Most companies I’ve worked at where employees had a Microsoft work computers. They were under heavy control, even with admin privileges. I was wondering, for a corporate environment, how employees’Linux desktops could be kept under control in a similar way. What would be an open source or Linux based alternative to the following:

  • policy control
  • Software Center with software allow lists
  • controlled OS updates
  • zscaler
  • software detection tool to detect what’s been installed and determine if any unallowed software is present
  • antivirus
  • VPN

I can think of a few things, like a company having it’s own software repos, or using an atomic distribution. There’s already open source VPN solutions if course. But for everything else I don’t really know what could be used or what setup we could have.

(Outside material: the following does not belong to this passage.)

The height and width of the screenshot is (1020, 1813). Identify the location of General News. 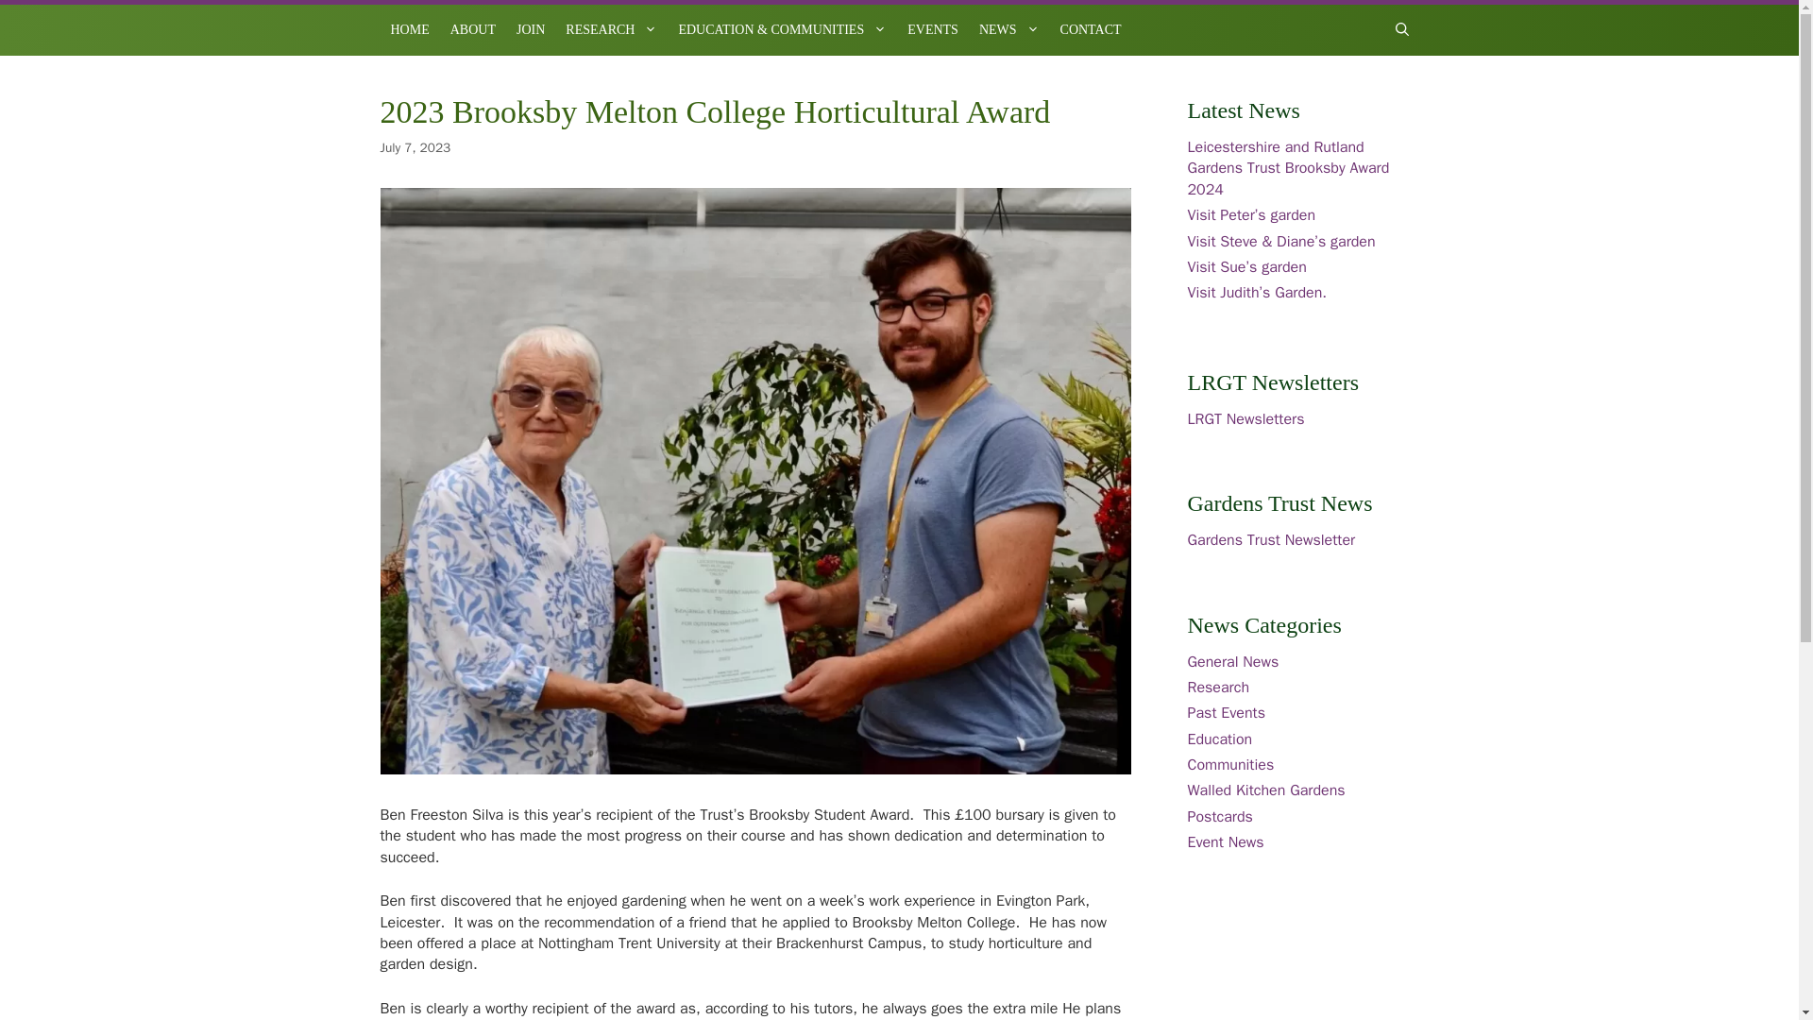
(1233, 661).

  • driving_crooner@lemmy.eco.br
    link
    fedilink
    arrow-up
    3
    ·
    9 months ago

    There’s a lot of universities using Linux on their pc labs, I guess you can look up how they admin their systems to compare. When I was in college, I had a programming class (R language for actuarial sciences) and the computer had some restrictions, like we couldn’t save anything locally so we had to plug a pendrive to save our scripts and we couldn’t install any library not installed by default.

    • lemmyvore@feddit.nl
      link
      fedilink
      English
      arrow-up
      3
      ·
      9 months ago

      Unis tend to be a mess because professors and department heads can just say “I don’t want any sysadmin telling me what to do with my machines” and that’s that.

    • MrPoopyButthole@lemmy.world
      link
      fedilink
      English
      arrow-up
      0
      arrow-down
      1
      ·
      9 months ago

      A universities desktop environments are not the same risk level of a corporate. All the uni I have seen have trash management. In corpos its a mix of trash and highly polished depending on who is in charge.